Now in 2013, I'm actually able to pull an episode from You Tube, which I'm excited about even though it's not subtitled.
Wikipedia - Nasubi
Tomoaki Hamatsu (浜津 智明 Hamatsu Tomoaki?, born August 3, 1975), better known as Nasubi (ãªã™ã³?), is a Japanese comedian who was locked up in an apartment for "Susunu! Denpa ShÅnen" (January 1998—March 2002), a Japanese reality television show on Nippon Television after winning a lottery for a "show business related job". He was forced to enter mail-in sweepstakes until he won Â¥1 million (about $10,000 USD). During this time, he was made to wear no clothes, was cut off from outside communication and broadcasting, and had nothing to keep him company except magazines.
The synopsis above doesn't mention that not only did he have to win his freedom, he also had to win his food with the mail in contests ubiquitous in Japan.

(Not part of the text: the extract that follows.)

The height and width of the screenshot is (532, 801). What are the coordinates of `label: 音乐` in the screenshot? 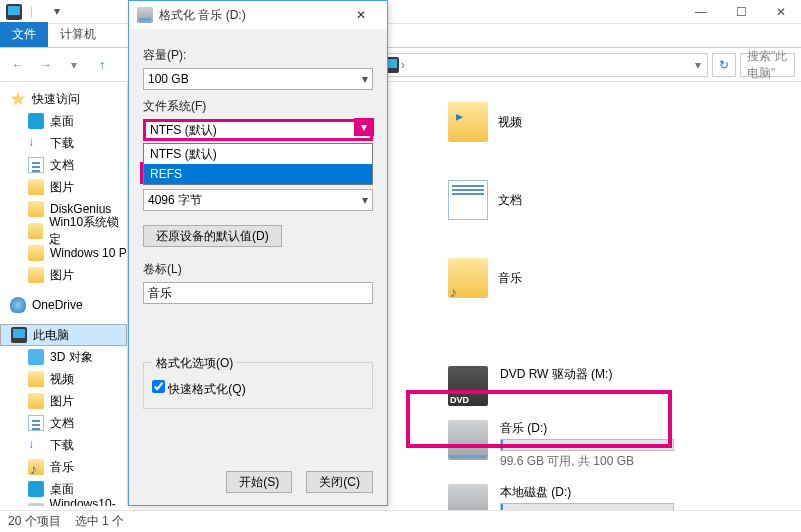 It's located at (62, 468).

I remember being scandalized reading about this. It paved the way for easy adoption of the now popular phrase, 'only in Japan'. But, now, thinking about Nasubi, I'm not entirely sure that we haven't done it on American TV on some cable network, maybe more than once already. And it makes me wonder if my, our, attitudes towards what is proper to show happening to seemingly 'real' people on TV has some sort of effect on what we think is acceptable in real life. It makes me wonder what has changed in America since 2000 along with whatever it is that made this kind of entertainment acceptable and commonplace.
Now in 2013, I'm actually able to pull an episode from You Tube, which I'm excited about even though it's not subtitled.